Business IT - Technology

In a recent whitepaper he writes "Google also has a highly developed strategy to foreclose competition by forcing the commoditization of current and potential search complement products/services. Under the ostensible cover of 'innovation,' Google funds a host of free search complement products/services that are designed to either commoditize the complement, drive competitors out of business, or force them into the Google 'partnership' orbit. 

"Tellingly, Google makes little effort to monetize these services that are often released in beta, with little interest or effort expended in making these products/services profitable. The most obvious predatory price in competition is free, especially when the price remains free indefinitely with no plans to turn these products/services into revenue producing units. Pro-competitive 'loss leaders' eventually lead to revenues and profits. There is precious little business effort by Google on this front. Why would a company continually innovate and indefinitely cross-subsidize products/services that have real costs – for free -- unless the real motive is to foreclose competition?
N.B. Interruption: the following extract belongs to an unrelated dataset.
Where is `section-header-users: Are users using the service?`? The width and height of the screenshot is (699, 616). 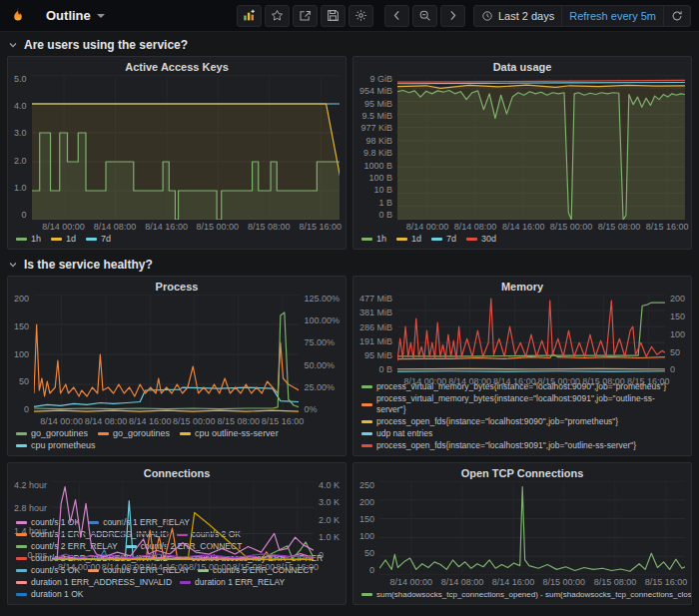
section-header-users: Are users using the service? is located at coordinates (350, 44).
"More specifically, Google is expending surplus market power to create an adjacent 360° noprofit zone around Google by predatory free pricing and cross-subsidization of search complement products/services like: Checkout, Google Health, Android, YouTube, Blogger, Reader, News, Earth, Desktop, Calendar, Docs, Gmail, Social networking, photos, Translate, GOOG-411 etc."

The final comment rests with Bottin Cartographes' lawyer, Jean-David Scemama; "Google is ruining the market, their strategy is to capture the market and squeeze out the competition by creating a monopoly for itself."

I guess that would make sense if they could find a way to extract copious amounts of revenue from the products once the competitors were gone, but as Dana Wagner noted earlier, that's going to be neither easy or likely.

Google Australia declined iTWire's request to comment on this story.